Too limiting and too expensive
Orange have been playing with femtocell technology in their labs in Issy Les Moulineaux France for around 2 years but when I went into an Orange shop last month and asked what they were doing about it, I may as well have asked in Martian. The salesman looked at me as if I'd just fallen out of a pram. The manager of the Vodafone shop in the same street knew just what I was talking about and confirmed what I expected. Firstly this device is expensive; secondly it is only for use with a small number of registered handsets; and thirdly, it can only be used on the Vodafone network.
Like many people I live in an area where mobile coverage is a hope for the 23rd century, not a reality in this one. BT are quietly pulling phone boxes out of rural and country areas and apart from landlines, there is no mobile phone coverage in huge swathes of Wales and Scotland. What a great sales opportunity for some enterprising mobile phone operator wouldn't you think?
If Vodafone used their little grey cells as well as their little femtocells, they could install femtocells in lots of currently dead areas - all they need are three things:
A broadband connection of more than 1MB/sec
A power supply
A more open approach to the femtocell client to make them Voda friendly (not just for 4 phones)
These femtocells could be installed in pubs, shops, post offices, just about anywhere - not a complete solution to dead areas, more reminiscent of the old Rabbit system, but it would put Vodafone way ahead of the competiton, at least until they learn to spell the word "femtocell".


• [PROBLEM STATEMENT] Could you find each line of the data below that contains the word "Sample" and copy those lines?
[[ RECORD EXTRACTS open ]]
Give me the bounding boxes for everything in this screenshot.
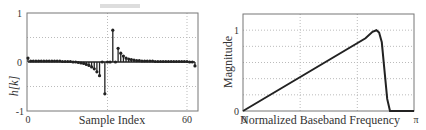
magnitude-plot: 0 1 0 π Normalized Baseband Frequency Ma…: [221, 14, 419, 127]
right-ylabel: Magnitude: [221, 36, 235, 88]
magnitude-curve: [243, 30, 414, 111]
xtick-pi: π: [413, 114, 418, 125]
smudge: [100, 4, 140, 8]
ytick-0: 0: [17, 57, 22, 68]
left-xlabel: Sample Index: [79, 113, 145, 127]
stems: [26, 29, 196, 96]
left-ylabel: h[k]: [7, 75, 21, 96]
ytick-0-right: 0: [234, 106, 239, 117]
ytick-minus1: -1: [16, 106, 24, 117]
ytick-1: 1: [17, 8, 22, 19]
xtick-0: 0: [26, 114, 31, 125]
xtick-60: 60: [182, 114, 192, 125]
ytick-1-right: 1: [234, 25, 239, 36]
right-xlabel: Normalized Baseband Frequency: [240, 113, 400, 127]
figure: 1 0 -1 0 60 Sample Index h[k] 0 1 0 π No…: [0, 0, 426, 130]
stem-plot: 1 0 -1 0 60 Sample Index h[k]: [7, 8, 198, 127]
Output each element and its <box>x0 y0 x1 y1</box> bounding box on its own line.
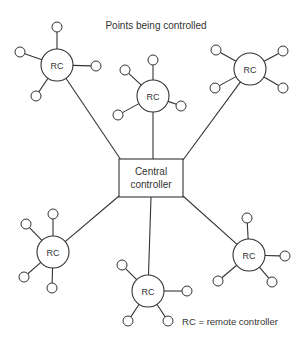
central-controller-box <box>119 159 183 197</box>
point-link <box>220 52 236 61</box>
link-rc-bottom-center <box>149 197 151 275</box>
controlled-point <box>47 283 57 293</box>
controlled-point <box>278 83 288 93</box>
point-link <box>25 54 42 60</box>
controlled-point <box>15 47 25 57</box>
network-diagram: RCRCRCRCRCRC Central controller Points b… <box>0 0 305 340</box>
central-controller: Central controller <box>119 159 183 197</box>
central-controller-label-line1: Central <box>135 166 167 177</box>
point-link <box>39 78 48 92</box>
point-link <box>157 304 165 317</box>
point-link <box>168 101 176 104</box>
controlled-point <box>91 61 101 71</box>
link-rc-bottom-left <box>65 196 119 242</box>
controlled-point <box>123 316 133 326</box>
controlled-point <box>52 22 62 32</box>
rc-top-left: RC <box>15 22 101 101</box>
controlled-point <box>210 83 220 93</box>
diagram-title: Points being controlled <box>105 20 206 31</box>
point-link <box>29 228 41 241</box>
remote-controller-label: RC <box>51 61 64 71</box>
controlled-point <box>31 91 41 101</box>
point-link <box>131 304 139 317</box>
rc-top-right: RC <box>210 45 288 93</box>
point-link <box>126 269 137 280</box>
controlled-point <box>163 316 173 326</box>
controlled-point <box>48 209 58 219</box>
point-link <box>259 267 268 278</box>
controlled-point <box>182 286 192 296</box>
point-link <box>122 104 139 113</box>
link-rc-top-right <box>183 82 241 160</box>
remote-controller-label: RC <box>142 287 155 297</box>
controlled-point <box>148 55 158 65</box>
remote-controller-label: RC <box>47 248 60 258</box>
rc-bottom-center: RC <box>117 260 192 326</box>
remote-controller-label: RC <box>243 251 256 261</box>
remote-controller-label: RC <box>147 92 160 102</box>
controlled-point <box>19 272 29 282</box>
legend-text: RC = remote controller <box>182 316 278 327</box>
rc-bottom-right: RC <box>213 213 290 287</box>
controlled-point <box>280 251 290 261</box>
controlled-point <box>113 110 123 120</box>
rc-top-center: RC <box>113 55 186 120</box>
controlled-point <box>267 277 277 287</box>
controlled-point <box>176 101 186 111</box>
controlled-point <box>211 45 221 55</box>
remote-controller-label: RC <box>244 65 257 75</box>
point-link <box>222 265 237 278</box>
controlled-point <box>117 260 127 270</box>
point-link <box>264 77 279 86</box>
rc-bottom-left: RC <box>19 209 69 293</box>
controlled-point <box>120 65 130 75</box>
point-link <box>247 223 248 239</box>
link-rc-bottom-right <box>183 196 237 244</box>
link-rc-top-left <box>66 78 121 160</box>
point-link <box>264 53 279 61</box>
controlled-point <box>213 276 223 286</box>
point-link <box>219 77 236 86</box>
controlled-point <box>21 219 31 229</box>
point-link <box>28 262 41 273</box>
controlled-point <box>242 213 252 223</box>
central-controller-label-line2: controller <box>130 179 172 190</box>
point-link <box>129 73 142 85</box>
controlled-point <box>278 46 288 56</box>
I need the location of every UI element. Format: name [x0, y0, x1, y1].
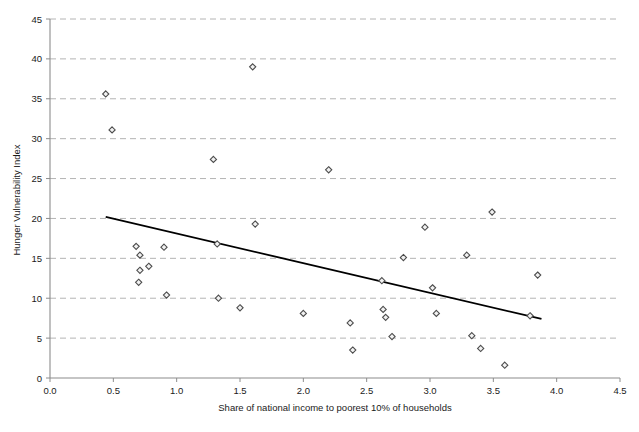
[[ RECORD EXTRACTS closed ]]
• [EXERCISE RESPONSE]
left-xlabel: Sample Index: [79, 113, 145, 127]
figure: 1 0 -1 0 60 Sample Index h[k] 0 1 0 π No…: [0, 0, 426, 130]
stem-plot: 1 0 -1 0 60 Sample Index h[k]: [7, 8, 198, 127]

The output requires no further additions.